Newt Gingrich and Jon Huntsman met yesterday at a Lincoln-Douglas-style debate at Saint Anselm College in Manchester, New Hampshire. There was one significant difference with the original. When Abraham Lincoln and Stephen Douglas squared off during the 1858 Illinois Senate race they disagreed bitterly on the issue of the day—slavery. In contrast, Gingrich and Huntsman mostly agreed with each other yesterday, giving their face-off what James Fallows of the Atlantic called the air of a “well-mannered talk show.”

The conversation focused on foreign policy. Both men gave lengthy—although seldom new—answers to the questions that came up. Huntsman said once again that the United States should reduce its troop levels in Afghanistan, that China is heading into a major political transition, and that the U.S. intervention in Libya was unwise. Gingrich criticized President Obama for “randomly using our forces” and making the United States “weaker” than it was ten years ago.

Gingrich and Huntsman edged toward new ground on defense. The former speaker, whose father was once stationed in Stuttgart, wondered why the United States still maintains large bases in Germany, when, as Huntsman pointed out “Russians aren’t coming anymore.” Gingrich stopped short of saying that these European bases should be closed. He did wonder—after pointing out that he once taught geography—about the wisdom of the military running Africa Command (AFRICOM) out of Germany. (Two reasons: One, AFRICOM grew out of European Command [EUCOM] and can save costs by taking advantage of its well-developed infrastructure, and two, no African country is eager to host a U.S. military headquarters on its soil.)

Looking forward, Gingrich advocated overhauling DoD, State, and USAID, arguing that a “thoroughly modernized, leaner management system than we have today” would help trim spending. (Calls for such reforms are a hardy perennial in Washington, and Gingrich didn’t lay out any new plans or explain why his reform ideas are more likely to take hold than the dozens of reform proposals that have been floated over the years only to flop.) Huntsman for his part called for focusing on asymmetric threats because “we’re probably not looking at a massive land war anytime soon.”

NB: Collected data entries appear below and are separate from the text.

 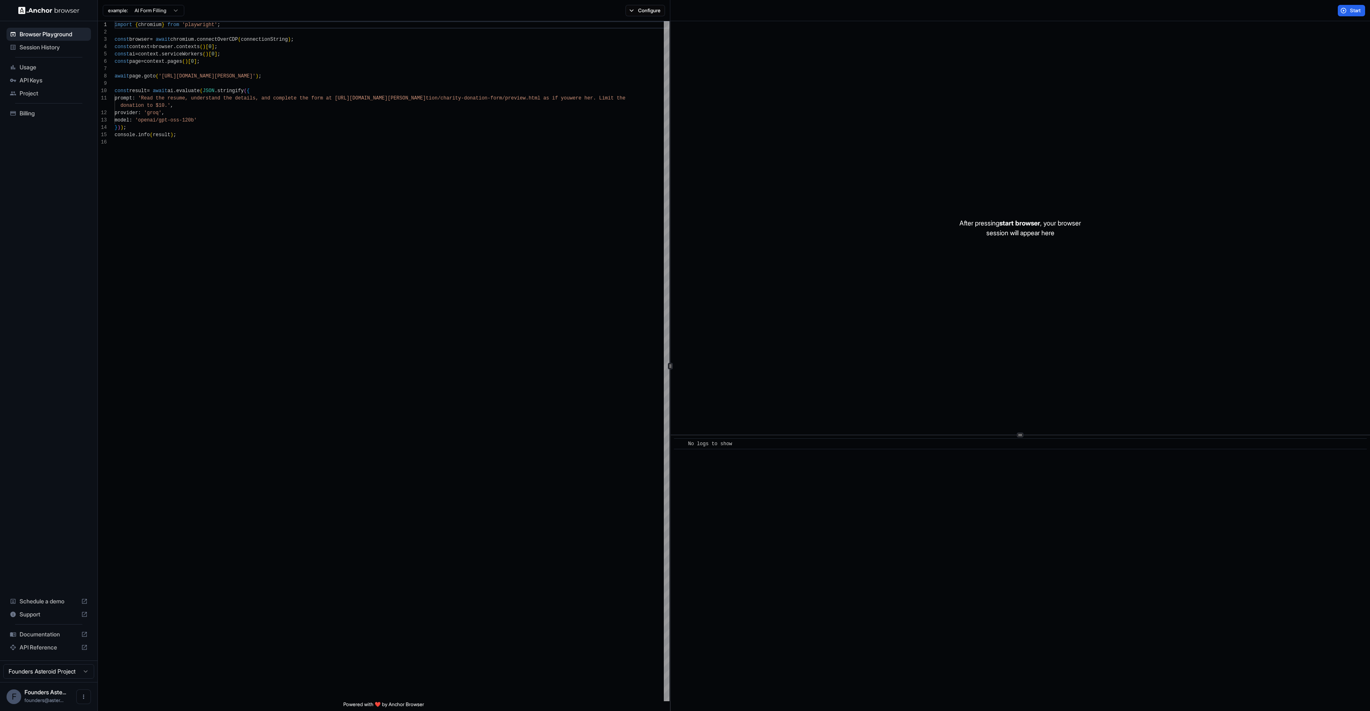 I want to click on div: 16, so click(x=102, y=142).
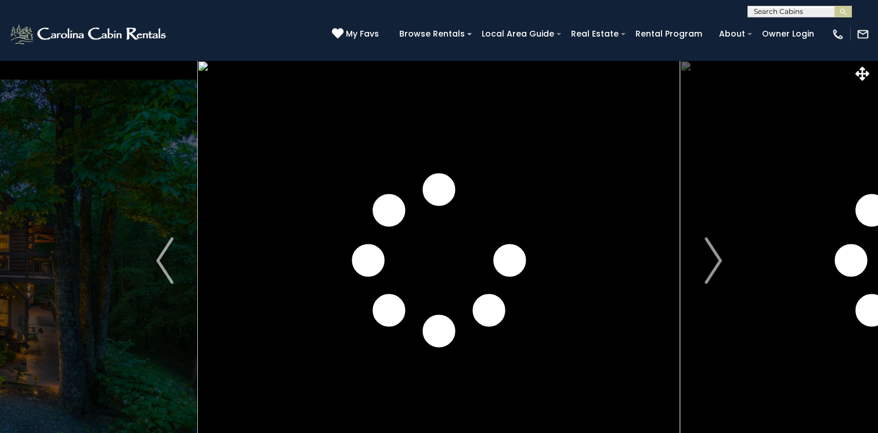 Image resolution: width=878 pixels, height=433 pixels. Describe the element at coordinates (788, 34) in the screenshot. I see `a: Owner Login` at that location.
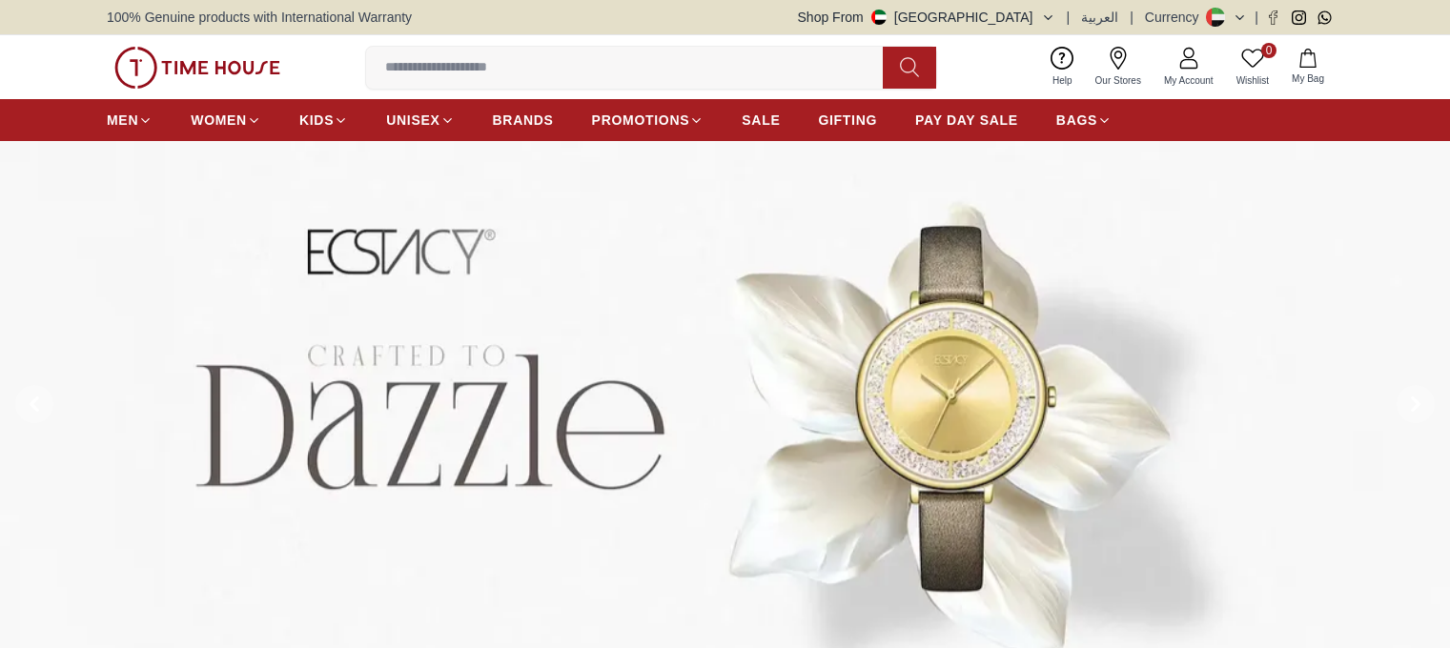  Describe the element at coordinates (1118, 80) in the screenshot. I see `span: Our Stores` at that location.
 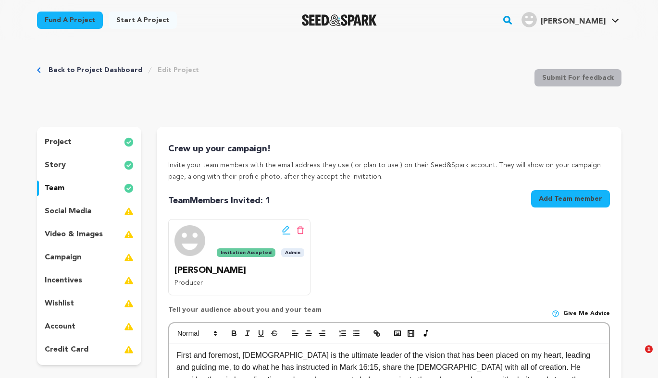 What do you see at coordinates (339, 20) in the screenshot?
I see `a: Seed&Spark Homepage` at bounding box center [339, 20].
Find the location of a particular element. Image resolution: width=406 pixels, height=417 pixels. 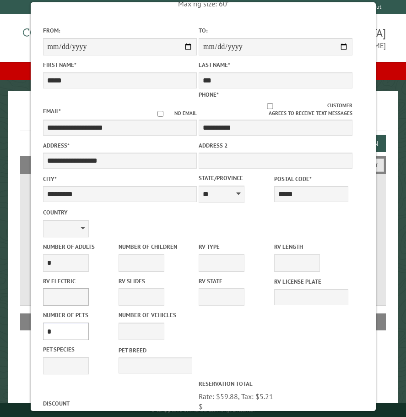

th: Site is located at coordinates (42, 322).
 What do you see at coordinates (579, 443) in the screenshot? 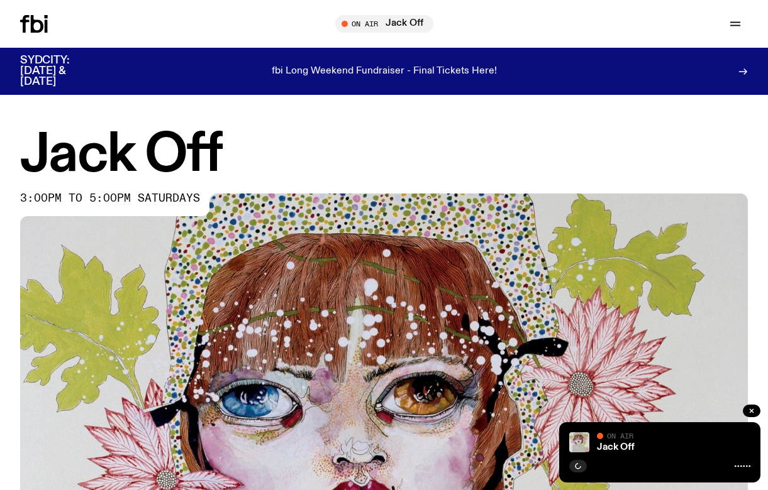
I see `img: a dotty lady cuddling her cat amongst flowers` at bounding box center [579, 443].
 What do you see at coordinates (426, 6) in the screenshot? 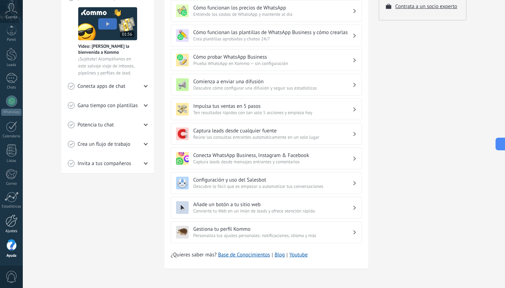
I see `button: Contrata a un socio experto` at bounding box center [426, 6].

Both men rang alarm bells on Iran. Huntsman called Iran’s nuclear ambitions “the transcendent issue of this decade from a foreign policy standpoint,” and Gingrich warned that “no more than three nuclear weapons would be needed for a [second] Holocaust,” of Jews, this time in Israel. Gingrich also said:

The Iranians are every month getting a little closer to producing a nuclear weapon. In my judgment they will use it. A movement - which recruits its own children to learn how to be suicide bombers and sends them into a bus station, or into a mall or into a restaurant to blow themselves up in order to kill you - is a movement which with nuclear weapons, would use them in a heartbeat because there’s no effective deterrent.

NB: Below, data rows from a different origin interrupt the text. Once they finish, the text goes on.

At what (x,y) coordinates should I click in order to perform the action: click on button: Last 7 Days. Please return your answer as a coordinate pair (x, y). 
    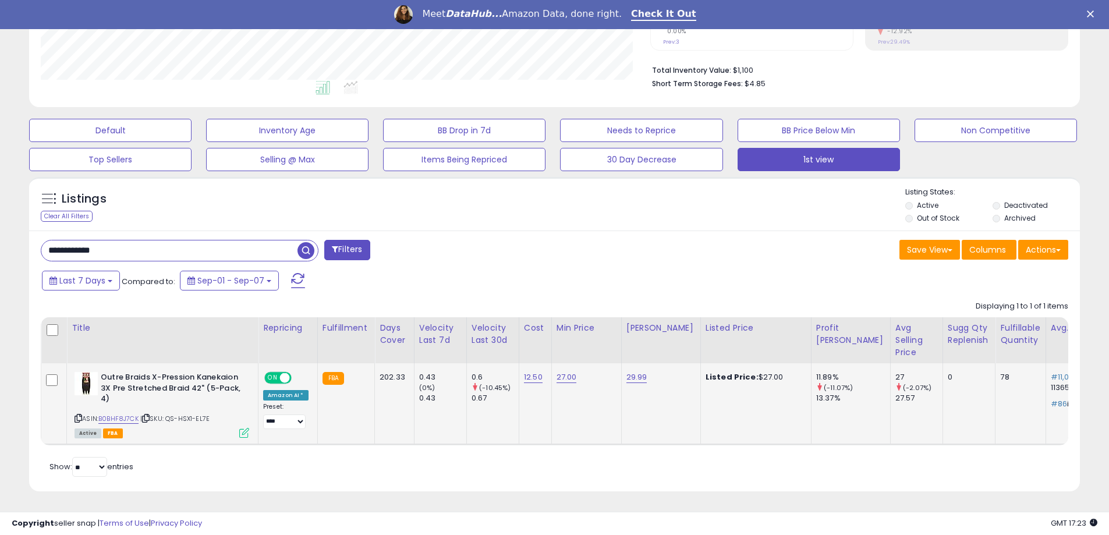
    Looking at the image, I should click on (81, 281).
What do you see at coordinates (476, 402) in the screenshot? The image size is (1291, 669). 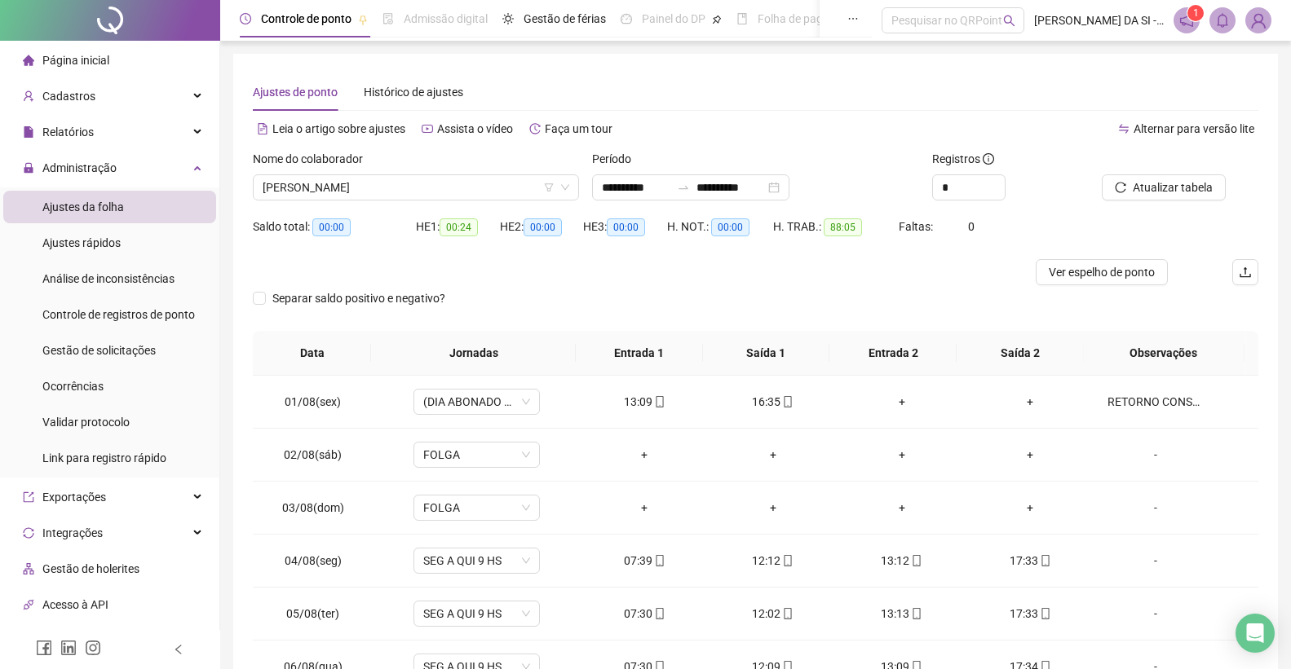 I see `span: (DIA ABONADO PARCIALMENTE)` at bounding box center [476, 402].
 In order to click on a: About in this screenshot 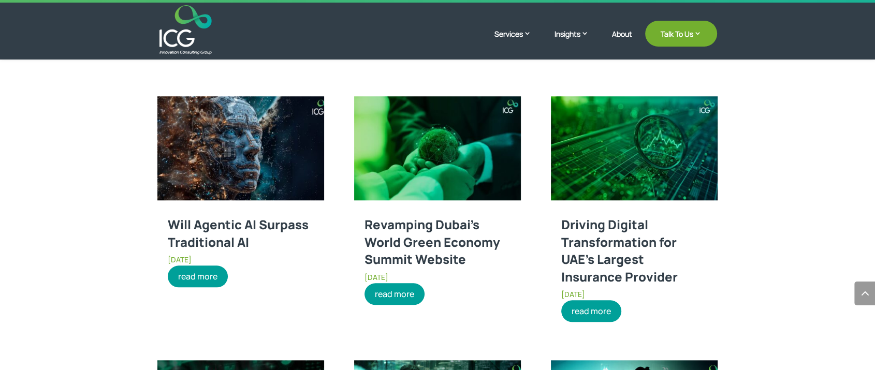, I will do `click(622, 42)`.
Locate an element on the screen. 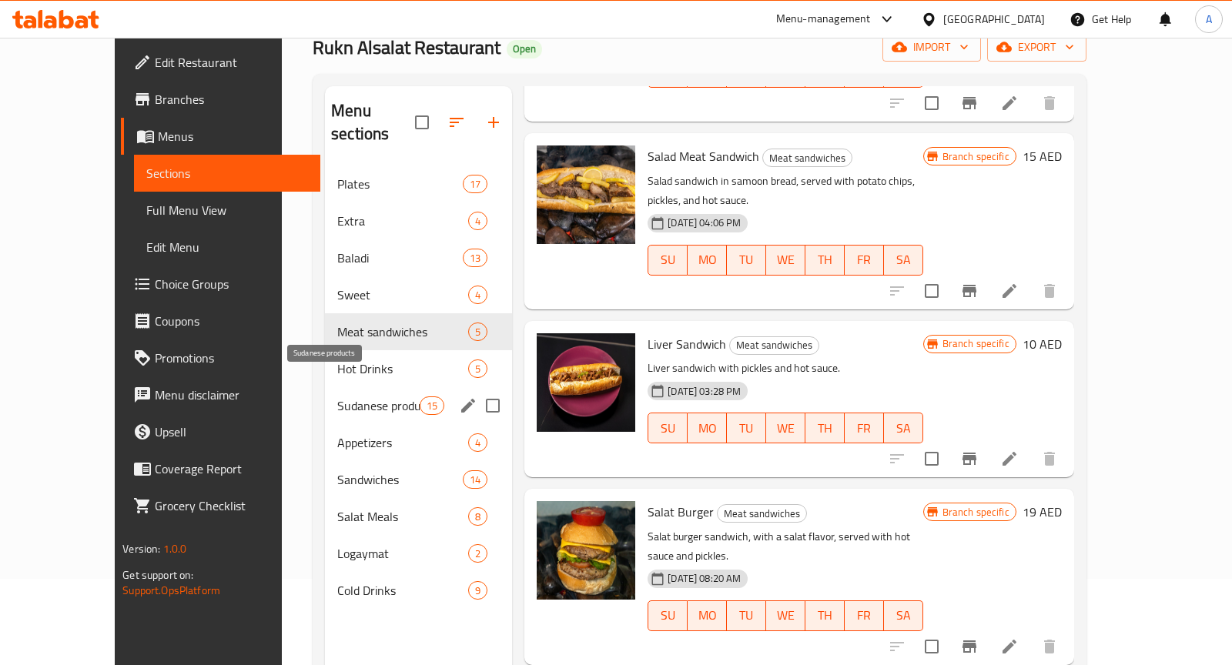 The height and width of the screenshot is (665, 1232). img: Salat Burger is located at coordinates (586, 550).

It’s not clear why the former speaker thinks Israel’s arsenal of two-hundred-plus nuclear weapons wouldn’t be an effective deterrent. It’s also not exactly clear what Gingrich was referring to with his comment on Iran’s child suicide bombers. The Iranians infamously sent their children against Iraqi machine-gun positions during the Iran-Iraq war. But when it comes to suicide bombers the Iranians have largely encouraged and underwritten the actions of its proxies rather than using its own citizens, let alone its children. Neither Huntsman nor the moderator pressed Gingrich to explain.

If Gingrich wins the GOP presidential nomination, you can expect more Lincoln-Douglas-style debates to come. He has promised to challenge President Obama to a series of them. What if Obama says no? Gingrich says he will follow the president around the country refuting what he says until the president agrees.

If the latest USA Today/Gallup poll is to be believed, Obama will need to make the most of any debate with his Republican opponent. The poll has Obama trailing Mitt Romney by five percentage points, 43 to 48 percent, in swing states, and trailing Gingrich by three percentage points, 45 to 48 percent. The president still leads nationwide, however, edging out Romney 47 to 46 percent and Gingrich 50 to 44 percent. Could 2012 produce the fifth U.S. presidential election in which the popular vote winner loses the Electoral College and the presidency? It hasn’t happened for twelve years.